Biological Contaminants

Biological contaminants — including mold, bacteria, viruses, and pest droppings — thrive in South Florida’s warm, humid conditions. Professional assessment identifies these threats before they compromise your family’s health.

Bacteria and Endotoxins in Buildings

Bacteria are present in all indoor environments. Most are harmless, but certain conditions — stagnant water, HVAC system reservoirs, humidifiers, cooling towers, and water-damaged materials — can support the growth of problematic bacterial populations.

Legionella pneumophila, the bacterium responsible for Legionnaires’ disease, colonizes warm water systems — cooling towers, hot water systems, decorative fountains — and becomes an inhalation risk when aerosolized. In South Florida’s commercial building stock, cooling tower maintenance is a regulated public health concern.

Endotoxins — cell wall fragments from gram-negative bacteria — are found in dust throughout buildings and are particularly elevated in water-damaged environments. Endotoxin exposure causes airway inflammation and can trigger or worsen asthma, especially in children.

Viruses and Airborne Transmission in Buildings

The COVID-19 pandemic elevated public understanding of airborne viral transmission in buildings. Respiratory viruses — influenza, SARS-CoV-2, rhinovirus, RSV — are transmitted primarily through airborne droplet nuclei that remain suspended in indoor air, particularly in spaces with inadequate ventilation and air exchange.

ASHRAE’s guidance following COVID-19 updated ventilation and filtration recommendations for commercial buildings to reduce airborne pathogen transmission. For residential settings, portable air purifiers with HEPA filtration provide meaningful risk reduction in shared spaces. The basic principle — dilute and filter the air, remove sources of recirculation — applies to viral transmission as it does to other biological contaminants.

HVAC Systems as Biological Contaminant Reservoirs

In South Florida, the HVAC system is simultaneously the primary tool for biological contaminant control and one of the primary sources of biological contamination when poorly maintained. The indoor coil, drain pan, and ductwork create environments — surfaces with condensation, organic debris, and moderate temperatures — that support mold and bacterial growth when cleaning and maintenance schedules lapse.

A coil with biological growth circulates contaminated air through the entire building continuously. A drain pan with standing water that isn’t draining properly becomes a standing bacterial culture. Ducts with settled debris accumulate spores and particulates that are resuspended with every fan cycle. Regular inspection and cleaning of these components — not just filter replacement — is a fundamental requirement for maintaining indoor biological air quality in South Florida’s climate.

Assessment and Testing for Biological Contaminants

Assessing biological contamination requires matching the testing method to the suspected contaminant and the question being asked. No single test covers all biological IAQ concerns.

Air sampling for mold spores (spore trap or culture-based methods) quantifies airborne fungal load and identifies genus/species. Surface sampling identifies what is growing at specific locations. Bulk sampling of suspect materials confirms whether visible growth is fungal and what type. For bacteria and endotoxins, bulk dust sampling is the standard method. For Legionella, water system sampling via culture or PCR methods is used.

An important principle: numerical results only become meaningful in context. Indoor spore counts interpreted without a simultaneous outdoor sample, or mold genera identified without knowledge of the building’s specific moisture history, produce findings that can mislead as easily as they inform. A trained professional interprets biological sampling data in the full context of the building investigation — not as isolated numbers against a generic threshold.

Have a question about indoor air quality in South Florida?

We’re here to help. Whether you’re trying to learn about pollutants in your home or workplace, or just want to point us toward a topic you’d like us to cover — we’d love to hear from you.

South Florida Indoor Air is an independent educational resource dedicated to helping our community breathe better and make informed decisions about the air inside their spaces.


The task:
This exercise asks for every line of the material that contains the word "Compra".

[Start of section]

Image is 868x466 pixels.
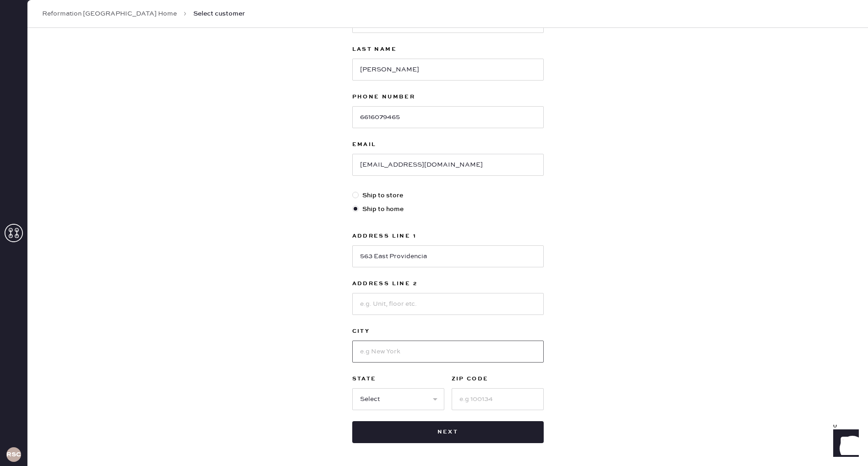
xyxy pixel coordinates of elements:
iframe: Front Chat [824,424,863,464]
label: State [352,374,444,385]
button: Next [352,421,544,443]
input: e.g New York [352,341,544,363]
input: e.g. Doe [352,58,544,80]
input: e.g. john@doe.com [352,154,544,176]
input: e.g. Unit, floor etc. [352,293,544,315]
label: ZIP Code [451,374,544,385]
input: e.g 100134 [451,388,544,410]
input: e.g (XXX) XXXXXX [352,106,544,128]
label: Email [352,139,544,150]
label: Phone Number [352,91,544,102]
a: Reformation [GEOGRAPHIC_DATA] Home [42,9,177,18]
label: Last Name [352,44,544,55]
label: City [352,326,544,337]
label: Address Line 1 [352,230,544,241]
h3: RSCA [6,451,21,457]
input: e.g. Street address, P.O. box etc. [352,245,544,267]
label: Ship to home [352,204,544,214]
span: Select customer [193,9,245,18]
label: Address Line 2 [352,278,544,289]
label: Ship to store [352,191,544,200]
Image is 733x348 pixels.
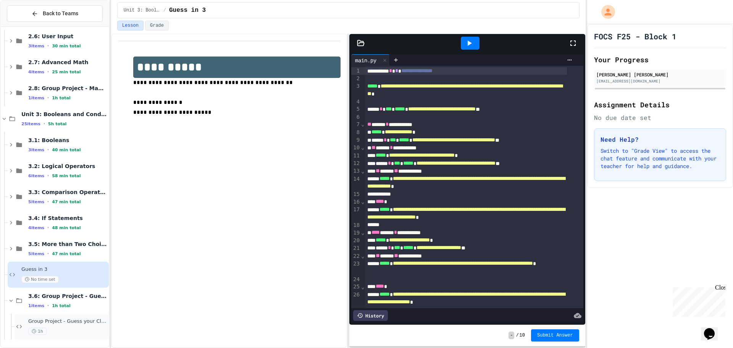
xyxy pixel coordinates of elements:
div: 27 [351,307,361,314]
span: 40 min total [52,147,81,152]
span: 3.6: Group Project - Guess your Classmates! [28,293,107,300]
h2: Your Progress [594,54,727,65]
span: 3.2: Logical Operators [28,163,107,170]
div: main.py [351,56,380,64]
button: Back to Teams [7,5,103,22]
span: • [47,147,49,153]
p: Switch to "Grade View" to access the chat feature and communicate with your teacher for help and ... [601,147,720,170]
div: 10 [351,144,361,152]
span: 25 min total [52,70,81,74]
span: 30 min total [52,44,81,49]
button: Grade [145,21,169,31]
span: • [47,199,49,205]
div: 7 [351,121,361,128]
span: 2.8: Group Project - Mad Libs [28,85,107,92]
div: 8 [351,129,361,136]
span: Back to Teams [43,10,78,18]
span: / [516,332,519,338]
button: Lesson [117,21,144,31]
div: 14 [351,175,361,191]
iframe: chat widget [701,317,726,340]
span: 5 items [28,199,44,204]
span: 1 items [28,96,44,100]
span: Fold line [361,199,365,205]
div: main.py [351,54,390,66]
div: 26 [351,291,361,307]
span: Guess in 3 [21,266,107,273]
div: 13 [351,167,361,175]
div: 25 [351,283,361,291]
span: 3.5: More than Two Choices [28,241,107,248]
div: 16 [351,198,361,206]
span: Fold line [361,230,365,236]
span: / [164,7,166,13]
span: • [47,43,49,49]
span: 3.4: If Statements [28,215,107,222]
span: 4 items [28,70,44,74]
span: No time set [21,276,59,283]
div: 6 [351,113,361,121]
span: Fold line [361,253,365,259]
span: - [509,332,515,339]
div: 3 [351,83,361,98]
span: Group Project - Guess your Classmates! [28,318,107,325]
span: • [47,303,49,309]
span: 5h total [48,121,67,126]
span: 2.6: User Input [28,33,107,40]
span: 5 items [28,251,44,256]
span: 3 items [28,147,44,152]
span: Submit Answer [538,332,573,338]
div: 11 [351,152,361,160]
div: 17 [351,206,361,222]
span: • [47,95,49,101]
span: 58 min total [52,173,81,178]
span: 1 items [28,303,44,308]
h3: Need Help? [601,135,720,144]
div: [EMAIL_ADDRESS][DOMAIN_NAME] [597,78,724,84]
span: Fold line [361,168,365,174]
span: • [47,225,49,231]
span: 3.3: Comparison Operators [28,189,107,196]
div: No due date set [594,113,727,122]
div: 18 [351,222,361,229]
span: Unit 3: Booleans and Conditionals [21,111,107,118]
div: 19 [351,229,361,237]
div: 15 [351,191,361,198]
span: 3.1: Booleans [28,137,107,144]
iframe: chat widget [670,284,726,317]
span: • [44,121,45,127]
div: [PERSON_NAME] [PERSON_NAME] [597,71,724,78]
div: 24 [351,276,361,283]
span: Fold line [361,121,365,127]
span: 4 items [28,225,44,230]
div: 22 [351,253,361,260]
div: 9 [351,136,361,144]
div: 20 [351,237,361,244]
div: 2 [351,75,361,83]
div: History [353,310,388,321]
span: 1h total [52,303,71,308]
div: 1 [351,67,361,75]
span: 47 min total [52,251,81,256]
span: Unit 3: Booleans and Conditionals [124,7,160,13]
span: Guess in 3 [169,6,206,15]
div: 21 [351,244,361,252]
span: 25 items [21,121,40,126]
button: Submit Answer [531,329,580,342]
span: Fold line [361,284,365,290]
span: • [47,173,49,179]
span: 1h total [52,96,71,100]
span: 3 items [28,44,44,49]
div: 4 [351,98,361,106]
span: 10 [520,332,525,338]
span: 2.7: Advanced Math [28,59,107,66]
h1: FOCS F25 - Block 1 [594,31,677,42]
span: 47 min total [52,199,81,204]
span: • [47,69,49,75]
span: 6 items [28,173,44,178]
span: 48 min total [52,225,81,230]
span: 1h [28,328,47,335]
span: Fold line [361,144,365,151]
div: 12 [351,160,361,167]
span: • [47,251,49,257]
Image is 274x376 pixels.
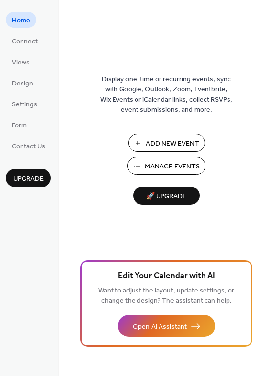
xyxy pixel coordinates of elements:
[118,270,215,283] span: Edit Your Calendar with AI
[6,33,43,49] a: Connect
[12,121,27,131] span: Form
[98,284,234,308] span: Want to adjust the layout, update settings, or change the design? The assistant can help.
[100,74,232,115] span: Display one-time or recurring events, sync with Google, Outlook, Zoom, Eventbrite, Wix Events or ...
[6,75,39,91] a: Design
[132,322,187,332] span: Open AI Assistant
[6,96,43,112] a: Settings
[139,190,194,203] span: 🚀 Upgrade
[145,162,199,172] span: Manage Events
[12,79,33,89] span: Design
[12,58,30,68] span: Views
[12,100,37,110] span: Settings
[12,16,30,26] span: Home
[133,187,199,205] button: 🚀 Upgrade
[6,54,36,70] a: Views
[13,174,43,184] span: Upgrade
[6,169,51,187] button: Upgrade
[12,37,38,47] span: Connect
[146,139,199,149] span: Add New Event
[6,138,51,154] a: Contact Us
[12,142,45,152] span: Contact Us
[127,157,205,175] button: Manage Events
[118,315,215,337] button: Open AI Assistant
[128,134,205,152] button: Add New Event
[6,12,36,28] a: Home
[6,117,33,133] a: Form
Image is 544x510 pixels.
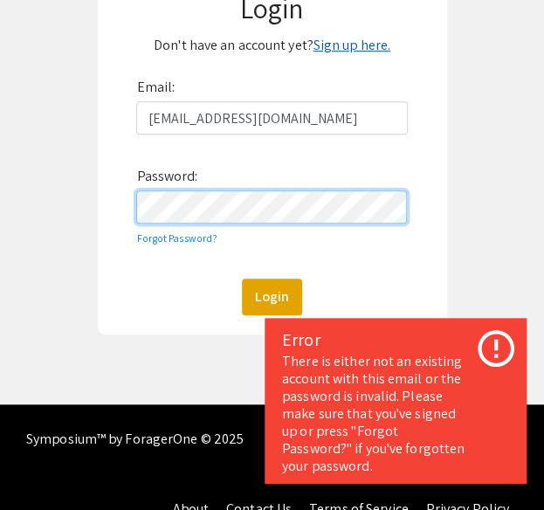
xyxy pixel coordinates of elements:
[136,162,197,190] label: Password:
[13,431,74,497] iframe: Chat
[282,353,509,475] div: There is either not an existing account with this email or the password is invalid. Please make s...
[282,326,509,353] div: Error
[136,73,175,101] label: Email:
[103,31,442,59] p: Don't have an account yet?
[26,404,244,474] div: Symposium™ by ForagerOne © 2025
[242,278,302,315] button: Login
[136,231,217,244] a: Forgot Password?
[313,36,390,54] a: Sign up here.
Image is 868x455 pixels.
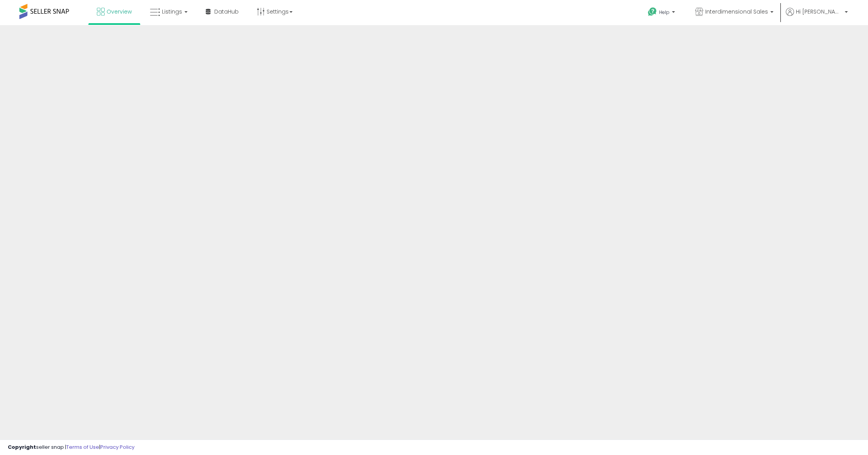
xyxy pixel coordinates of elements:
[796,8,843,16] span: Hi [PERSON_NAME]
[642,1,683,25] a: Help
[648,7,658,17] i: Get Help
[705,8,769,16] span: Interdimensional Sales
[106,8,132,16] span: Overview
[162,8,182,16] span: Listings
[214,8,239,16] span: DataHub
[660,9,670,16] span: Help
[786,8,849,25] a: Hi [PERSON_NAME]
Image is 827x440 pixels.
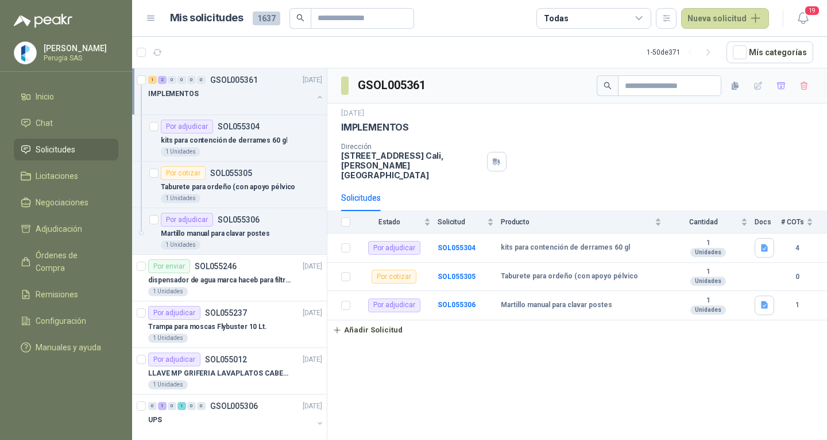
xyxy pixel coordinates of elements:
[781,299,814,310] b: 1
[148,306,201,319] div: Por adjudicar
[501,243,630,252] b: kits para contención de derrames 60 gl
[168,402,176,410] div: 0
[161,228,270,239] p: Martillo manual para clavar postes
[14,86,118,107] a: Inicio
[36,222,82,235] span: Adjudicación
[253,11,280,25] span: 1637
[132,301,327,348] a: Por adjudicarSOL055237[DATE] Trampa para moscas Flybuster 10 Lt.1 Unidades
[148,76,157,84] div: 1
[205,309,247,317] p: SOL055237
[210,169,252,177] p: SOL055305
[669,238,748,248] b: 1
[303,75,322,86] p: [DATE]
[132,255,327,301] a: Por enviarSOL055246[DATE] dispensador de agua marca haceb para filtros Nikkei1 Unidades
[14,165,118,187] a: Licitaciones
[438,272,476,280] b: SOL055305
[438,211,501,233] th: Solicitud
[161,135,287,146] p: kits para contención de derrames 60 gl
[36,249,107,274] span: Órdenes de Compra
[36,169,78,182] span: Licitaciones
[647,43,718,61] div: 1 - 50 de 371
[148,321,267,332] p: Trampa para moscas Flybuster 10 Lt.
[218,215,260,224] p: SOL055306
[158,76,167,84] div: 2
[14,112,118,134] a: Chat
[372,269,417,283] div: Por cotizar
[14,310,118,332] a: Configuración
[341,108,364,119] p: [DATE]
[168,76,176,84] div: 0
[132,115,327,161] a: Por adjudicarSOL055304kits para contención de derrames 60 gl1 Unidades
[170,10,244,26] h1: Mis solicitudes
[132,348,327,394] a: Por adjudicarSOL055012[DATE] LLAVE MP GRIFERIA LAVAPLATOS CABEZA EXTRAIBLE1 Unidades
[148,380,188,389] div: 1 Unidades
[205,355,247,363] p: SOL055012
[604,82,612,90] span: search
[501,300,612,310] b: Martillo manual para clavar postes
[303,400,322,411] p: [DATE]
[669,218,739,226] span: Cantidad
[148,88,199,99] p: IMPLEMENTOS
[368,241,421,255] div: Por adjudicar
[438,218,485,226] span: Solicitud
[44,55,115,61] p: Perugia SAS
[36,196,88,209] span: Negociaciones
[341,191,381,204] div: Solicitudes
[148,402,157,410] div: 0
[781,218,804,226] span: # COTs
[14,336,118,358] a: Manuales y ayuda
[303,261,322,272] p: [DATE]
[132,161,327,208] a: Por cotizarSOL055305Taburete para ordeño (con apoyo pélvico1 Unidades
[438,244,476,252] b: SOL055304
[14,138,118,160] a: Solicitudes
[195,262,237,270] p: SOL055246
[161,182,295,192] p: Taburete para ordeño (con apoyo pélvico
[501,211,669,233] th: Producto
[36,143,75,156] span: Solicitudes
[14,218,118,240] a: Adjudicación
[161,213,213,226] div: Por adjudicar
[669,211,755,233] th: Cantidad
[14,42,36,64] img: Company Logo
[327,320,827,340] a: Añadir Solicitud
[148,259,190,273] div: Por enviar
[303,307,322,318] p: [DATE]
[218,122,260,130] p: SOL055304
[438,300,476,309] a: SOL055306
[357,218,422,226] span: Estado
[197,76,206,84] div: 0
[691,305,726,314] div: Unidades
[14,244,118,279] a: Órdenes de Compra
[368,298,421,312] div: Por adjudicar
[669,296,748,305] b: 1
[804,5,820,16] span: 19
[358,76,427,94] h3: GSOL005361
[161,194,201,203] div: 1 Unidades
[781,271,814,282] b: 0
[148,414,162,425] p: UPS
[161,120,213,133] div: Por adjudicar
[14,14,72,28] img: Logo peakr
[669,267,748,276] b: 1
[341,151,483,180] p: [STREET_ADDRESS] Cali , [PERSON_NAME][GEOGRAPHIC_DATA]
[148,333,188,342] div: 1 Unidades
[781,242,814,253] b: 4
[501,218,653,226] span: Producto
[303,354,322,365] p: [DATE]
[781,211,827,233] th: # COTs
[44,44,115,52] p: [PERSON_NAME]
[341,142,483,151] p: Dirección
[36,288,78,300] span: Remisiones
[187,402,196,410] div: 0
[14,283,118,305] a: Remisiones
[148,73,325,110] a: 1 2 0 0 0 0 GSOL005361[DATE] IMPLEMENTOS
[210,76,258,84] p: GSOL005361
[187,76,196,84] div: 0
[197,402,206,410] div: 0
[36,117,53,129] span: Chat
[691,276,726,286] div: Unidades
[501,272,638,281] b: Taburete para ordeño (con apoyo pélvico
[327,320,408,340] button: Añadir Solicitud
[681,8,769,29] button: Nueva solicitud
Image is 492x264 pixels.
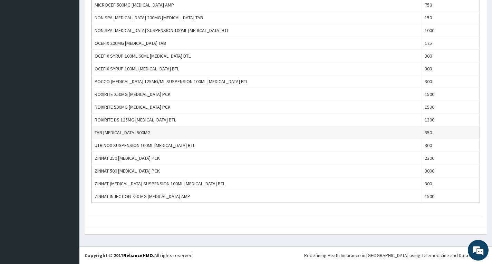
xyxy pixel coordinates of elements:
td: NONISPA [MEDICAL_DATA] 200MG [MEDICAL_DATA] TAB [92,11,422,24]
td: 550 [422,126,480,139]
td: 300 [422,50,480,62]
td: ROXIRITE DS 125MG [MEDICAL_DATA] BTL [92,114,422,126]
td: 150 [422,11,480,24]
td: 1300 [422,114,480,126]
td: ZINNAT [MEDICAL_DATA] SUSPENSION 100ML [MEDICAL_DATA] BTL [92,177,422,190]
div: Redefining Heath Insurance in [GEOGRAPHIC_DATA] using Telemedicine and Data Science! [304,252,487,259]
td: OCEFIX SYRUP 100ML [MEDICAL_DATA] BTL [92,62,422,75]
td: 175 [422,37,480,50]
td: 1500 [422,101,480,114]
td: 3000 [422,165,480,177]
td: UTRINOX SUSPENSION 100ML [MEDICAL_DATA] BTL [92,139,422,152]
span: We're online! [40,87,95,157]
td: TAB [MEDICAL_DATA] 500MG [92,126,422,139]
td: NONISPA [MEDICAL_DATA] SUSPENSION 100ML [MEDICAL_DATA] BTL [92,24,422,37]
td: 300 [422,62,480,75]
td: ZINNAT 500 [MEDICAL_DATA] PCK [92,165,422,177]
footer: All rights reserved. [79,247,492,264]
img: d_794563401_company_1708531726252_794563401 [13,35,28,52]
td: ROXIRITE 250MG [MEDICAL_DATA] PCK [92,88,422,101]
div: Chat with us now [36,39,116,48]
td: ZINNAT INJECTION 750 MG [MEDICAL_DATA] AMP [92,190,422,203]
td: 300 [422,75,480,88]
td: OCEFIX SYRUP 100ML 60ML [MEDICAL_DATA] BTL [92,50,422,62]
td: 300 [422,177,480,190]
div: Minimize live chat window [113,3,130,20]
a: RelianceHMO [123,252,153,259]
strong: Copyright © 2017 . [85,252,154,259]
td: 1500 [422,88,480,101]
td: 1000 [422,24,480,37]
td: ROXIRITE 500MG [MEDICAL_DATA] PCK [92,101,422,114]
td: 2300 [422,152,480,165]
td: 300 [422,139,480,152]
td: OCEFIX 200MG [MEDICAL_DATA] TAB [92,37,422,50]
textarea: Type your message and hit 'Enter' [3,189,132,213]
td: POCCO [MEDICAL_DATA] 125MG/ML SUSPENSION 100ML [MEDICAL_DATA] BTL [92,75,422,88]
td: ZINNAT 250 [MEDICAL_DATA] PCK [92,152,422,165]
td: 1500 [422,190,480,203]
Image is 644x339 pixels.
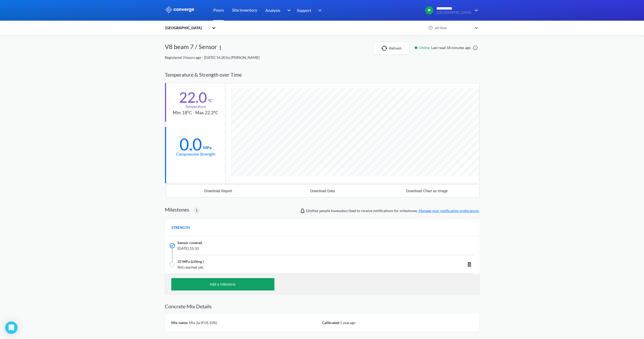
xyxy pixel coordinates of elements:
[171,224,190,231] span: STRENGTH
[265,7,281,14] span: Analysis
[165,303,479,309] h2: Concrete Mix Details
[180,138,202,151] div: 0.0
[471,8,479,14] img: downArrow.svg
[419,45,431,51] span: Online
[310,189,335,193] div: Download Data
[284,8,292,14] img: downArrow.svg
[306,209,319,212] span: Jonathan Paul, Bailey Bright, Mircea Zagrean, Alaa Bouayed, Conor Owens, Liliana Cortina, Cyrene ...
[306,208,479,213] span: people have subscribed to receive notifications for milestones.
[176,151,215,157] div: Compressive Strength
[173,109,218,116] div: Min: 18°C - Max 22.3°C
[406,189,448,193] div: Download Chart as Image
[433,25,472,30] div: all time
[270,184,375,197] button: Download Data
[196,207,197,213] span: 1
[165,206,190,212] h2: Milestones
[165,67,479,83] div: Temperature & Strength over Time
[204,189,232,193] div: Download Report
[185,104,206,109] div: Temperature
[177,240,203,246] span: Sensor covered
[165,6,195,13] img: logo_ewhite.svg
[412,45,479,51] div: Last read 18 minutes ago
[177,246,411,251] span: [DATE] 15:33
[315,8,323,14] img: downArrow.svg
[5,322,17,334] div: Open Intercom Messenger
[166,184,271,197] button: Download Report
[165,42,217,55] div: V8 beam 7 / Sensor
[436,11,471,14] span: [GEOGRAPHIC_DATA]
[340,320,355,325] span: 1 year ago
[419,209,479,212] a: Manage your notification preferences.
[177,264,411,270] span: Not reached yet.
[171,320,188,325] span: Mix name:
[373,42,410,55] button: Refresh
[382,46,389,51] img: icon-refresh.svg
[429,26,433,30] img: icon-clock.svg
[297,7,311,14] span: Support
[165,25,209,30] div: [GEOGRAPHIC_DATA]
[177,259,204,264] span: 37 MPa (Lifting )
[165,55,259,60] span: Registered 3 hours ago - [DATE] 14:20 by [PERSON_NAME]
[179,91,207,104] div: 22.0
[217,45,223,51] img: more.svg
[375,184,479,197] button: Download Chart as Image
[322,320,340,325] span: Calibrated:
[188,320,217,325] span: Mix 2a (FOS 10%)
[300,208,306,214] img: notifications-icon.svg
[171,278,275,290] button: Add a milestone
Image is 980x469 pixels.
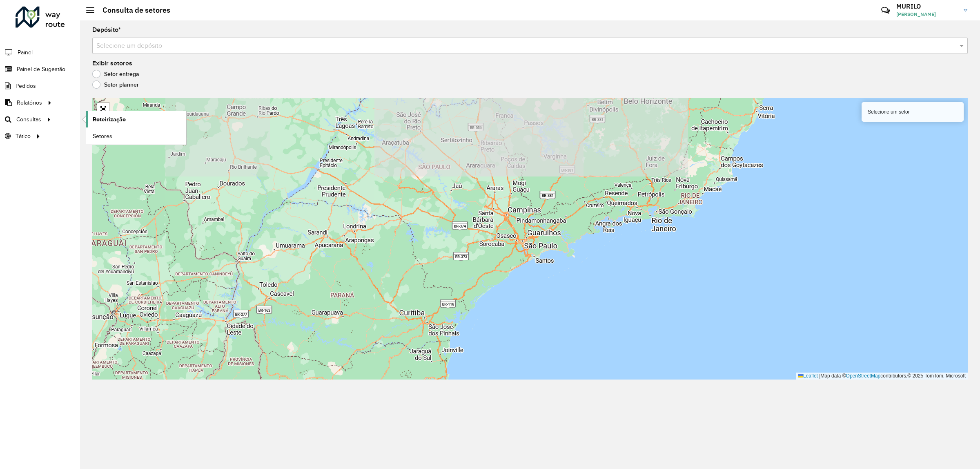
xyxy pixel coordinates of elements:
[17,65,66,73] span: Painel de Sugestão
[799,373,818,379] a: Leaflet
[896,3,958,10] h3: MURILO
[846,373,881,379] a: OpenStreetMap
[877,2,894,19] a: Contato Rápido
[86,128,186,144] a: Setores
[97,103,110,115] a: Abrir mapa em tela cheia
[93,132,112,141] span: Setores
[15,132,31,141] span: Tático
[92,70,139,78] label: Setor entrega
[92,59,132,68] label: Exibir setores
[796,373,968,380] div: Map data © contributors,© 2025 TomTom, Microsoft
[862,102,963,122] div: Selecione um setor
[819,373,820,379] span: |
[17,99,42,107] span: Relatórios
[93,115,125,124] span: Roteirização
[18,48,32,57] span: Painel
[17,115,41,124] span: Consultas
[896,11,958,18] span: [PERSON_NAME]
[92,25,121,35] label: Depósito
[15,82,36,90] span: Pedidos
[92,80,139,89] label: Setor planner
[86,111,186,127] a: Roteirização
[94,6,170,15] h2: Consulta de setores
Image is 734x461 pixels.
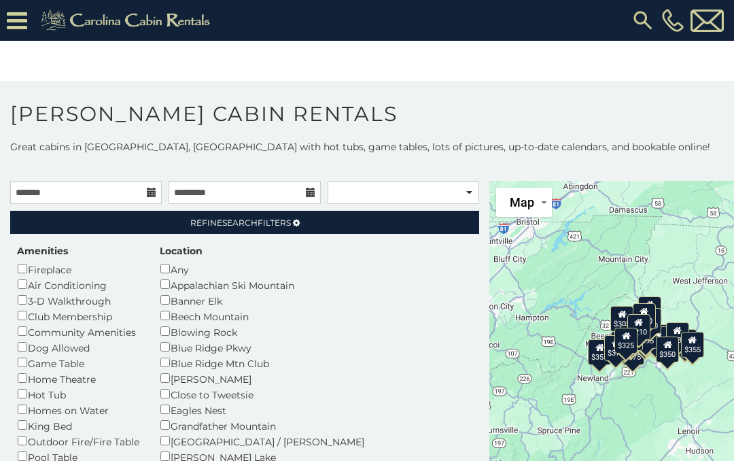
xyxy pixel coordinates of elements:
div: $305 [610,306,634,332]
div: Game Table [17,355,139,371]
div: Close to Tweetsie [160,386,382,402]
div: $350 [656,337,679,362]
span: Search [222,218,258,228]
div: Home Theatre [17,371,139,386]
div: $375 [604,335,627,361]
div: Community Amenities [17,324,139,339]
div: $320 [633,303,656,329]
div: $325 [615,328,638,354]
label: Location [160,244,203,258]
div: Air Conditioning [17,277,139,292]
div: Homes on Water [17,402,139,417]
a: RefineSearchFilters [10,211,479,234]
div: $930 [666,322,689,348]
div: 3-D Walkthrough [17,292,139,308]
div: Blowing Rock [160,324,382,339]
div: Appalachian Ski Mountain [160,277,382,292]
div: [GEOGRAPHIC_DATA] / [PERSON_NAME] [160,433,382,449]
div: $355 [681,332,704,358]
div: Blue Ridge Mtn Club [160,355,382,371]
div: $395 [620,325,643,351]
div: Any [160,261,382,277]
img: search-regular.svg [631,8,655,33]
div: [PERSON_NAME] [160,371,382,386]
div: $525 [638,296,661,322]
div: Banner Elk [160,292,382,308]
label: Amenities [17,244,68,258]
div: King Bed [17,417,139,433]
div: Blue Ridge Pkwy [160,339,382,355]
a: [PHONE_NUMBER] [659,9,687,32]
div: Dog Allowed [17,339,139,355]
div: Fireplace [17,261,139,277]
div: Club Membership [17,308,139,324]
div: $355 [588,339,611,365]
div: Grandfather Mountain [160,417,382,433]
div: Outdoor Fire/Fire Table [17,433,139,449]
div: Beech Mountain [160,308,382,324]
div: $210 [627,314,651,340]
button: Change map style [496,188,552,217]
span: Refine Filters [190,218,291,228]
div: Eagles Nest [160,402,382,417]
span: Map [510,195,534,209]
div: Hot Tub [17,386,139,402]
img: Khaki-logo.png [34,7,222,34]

[End of section]

Answer to the exercise:
[36,249,107,274] span: Órdenes de Compra
[14,244,118,279] a: Órdenes de Compra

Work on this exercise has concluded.